Osman at London Fashion Week: No Clothes, Just Real Talk

Osman Yousefzada’s fashion week show swapped clothing for culture, inviting guests along to a screening of the film ‘Her Dreams Are Bigger.’ As the host of the panel talk following the event, Lucy Siegle shares her thoughts on whether exhibitions of this kind hold the key to the future of fashion week. 

A coterie of designers with a progressive sustainability strategy continue to do all the heavy lifting at London Fashion Week. The innovations of upcoming creatives such as Phoebe English, Patrick McDowell and International Woolmark Prize winner Richard Malone set a precedent for those of us looking for leaders in the battle to keep fashion alive, while preventing species collapse and climate crisis. 

However, the extent to which this has rehabilitated LFW is arguable, and probably beside the point. The only point for Extinction Rebellion, who again called for it to be put on ice, while something more appropriate was fashioned, is about appropriate responses to the climate emergency. If fashion truly declares a climate crisis, would 99.9% of the shows continue as if they were in the early 2000s based on abundance and commercialism, or would they actually start to look different?

I think we know. For my money the designer Osman Yousefzada – who is usually just known as Osman (as befits one of the top designers produced by the UK in recent times) – took the boldest stance. That is to say, he showed no clothes. Instead he invited a diverse audience and the fashion press to the Whitechapel Gallery on the Sunday of fashion week and showed the short elegiac and intense film ‘Her Dreams Are Bigger,’ about Bangladeshi garment workers response to ‘made in Bangladesh’ clothing. Who did they imagine wore these garments that they had made?

Historically, the fashion pack does not take kindly to being dragged all over town to view no clothes. The hit of newness and the headiness of commercial proposition, alongside something to post on Instagram is the payoff for fashion week attendees. How glorious then that Osman dematerialised fashion for a moment, in favour of real talk about beauty, access and power. I was lucky enough to chair a panel debate that followed his short film with Osman, Keshia Hannam, Eunice Olumide and Caryn Franklin, soon to be released by The Whitechapel Gallery as a podcast.

The film is part of the ‘Radical Figures: Painting in the New Millennium’ major exhibition at Whitechapel, on until 10th May. Everyone will have their own takeaway from it. As someone who has visited Bangladesh several times, and worked extensively on protocols to try to stem wage theft (by brands from garment workers) and highlight the risks in the pervasive fashion supply system which I believe embeds and reinforces poverty, I was almost overwhelmed by the sense of encroachment. 

While fashion brands continue to preach their evergreen rhetoric: that they have hit upon a system that emancipates both the poor consumer and garment worker, bringing access to fashion and access to jobs and lives, we experience the reality. The system limits and disbars them at every turn. One subject explains how dreams work in her context. You can only dream if you can afford it. Apparently when you are deeply marginalised and poor you must even cut your subconscious cloth accordingly.

In fashion, Osman is known for elegance, precision and cross-cultural references. In art he is becoming recognised for his unflinching take on the experience of immigration, and themes of inequality, access and power. He remains the UK’s most high profile (and perhaps only) Muslim Pashtun fashion star, who grew up in a tight knit and culturally conservative community within working class Birmingham. He is as likely to employ an anthropological lens (his first degree) on his own upbringing as well as his unflinching and deep experience. His 2018 exhibition at Birmingham’s Ikon Gallery was as far from whimsical as possible. He is making art with a purpose that asks the questions about the very structure of the industry and how we relate human to human. In short, these were the perfect and most appropriate questions to raise during Fashion Week. 

 

Find out why activism was the biggest trend at London Fashion Week this season.

Discover the best sustainable innovations from FW20 fashion month so far. 

Meet Richard Malone and Emily Adams Bode: winners at the International Woolmark Prize 2020.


> **Activity**: Go to the line holding "Identify the location of p: With" in the entries below and write out exactly every line down to and including the line holding "In order to click on label: City".

[[ Extracted material, beginning ]]

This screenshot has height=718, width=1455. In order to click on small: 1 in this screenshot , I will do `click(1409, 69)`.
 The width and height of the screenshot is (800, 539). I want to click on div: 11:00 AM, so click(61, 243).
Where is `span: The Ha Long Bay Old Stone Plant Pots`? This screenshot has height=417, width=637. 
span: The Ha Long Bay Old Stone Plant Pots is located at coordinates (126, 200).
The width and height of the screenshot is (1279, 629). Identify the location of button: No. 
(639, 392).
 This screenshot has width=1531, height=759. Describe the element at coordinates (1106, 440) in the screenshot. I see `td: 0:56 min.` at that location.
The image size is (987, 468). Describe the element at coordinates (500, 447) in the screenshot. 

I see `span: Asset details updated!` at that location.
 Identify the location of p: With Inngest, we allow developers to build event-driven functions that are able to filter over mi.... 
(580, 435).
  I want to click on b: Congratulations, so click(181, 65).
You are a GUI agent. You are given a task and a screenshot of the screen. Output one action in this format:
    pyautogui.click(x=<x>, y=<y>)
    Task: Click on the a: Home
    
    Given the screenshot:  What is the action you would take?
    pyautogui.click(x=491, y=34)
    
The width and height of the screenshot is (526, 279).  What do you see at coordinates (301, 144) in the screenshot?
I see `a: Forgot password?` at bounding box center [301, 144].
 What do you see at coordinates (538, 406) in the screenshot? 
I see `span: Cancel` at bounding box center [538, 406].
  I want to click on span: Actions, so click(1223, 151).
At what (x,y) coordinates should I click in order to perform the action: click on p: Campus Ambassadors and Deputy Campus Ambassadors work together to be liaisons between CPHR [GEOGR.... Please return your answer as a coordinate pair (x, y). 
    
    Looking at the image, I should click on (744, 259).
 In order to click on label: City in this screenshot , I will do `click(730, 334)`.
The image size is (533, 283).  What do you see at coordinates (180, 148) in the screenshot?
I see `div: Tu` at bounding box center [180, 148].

[[ Extracted material, end ]]

> **Finished exercise**:
 Identify the location of p: With Inngest, we allow developers to build event-driven functions that are able to filter over mi.... 
(580, 435).
  I want to click on b: Congratulations, so click(181, 65).
You are a GUI agent. You are given a task and a screenshot of the screen. Output one action in this format:
    pyautogui.click(x=<x>, y=<y>)
    Task: Click on the a: Home
    
    Given the screenshot:  What is the action you would take?
    pyautogui.click(x=491, y=34)
    
The width and height of the screenshot is (526, 279).  What do you see at coordinates (301, 144) in the screenshot?
I see `a: Forgot password?` at bounding box center [301, 144].
 What do you see at coordinates (538, 406) in the screenshot? 
I see `span: Cancel` at bounding box center [538, 406].
  I want to click on span: Actions, so click(1223, 151).
At what (x,y) coordinates should I click in order to perform the action: click on p: Campus Ambassadors and Deputy Campus Ambassadors work together to be liaisons between CPHR [GEOGR.... Please return your answer as a coordinate pair (x, y). 
    
    Looking at the image, I should click on (744, 259).
 In order to click on label: City in this screenshot , I will do `click(730, 334)`.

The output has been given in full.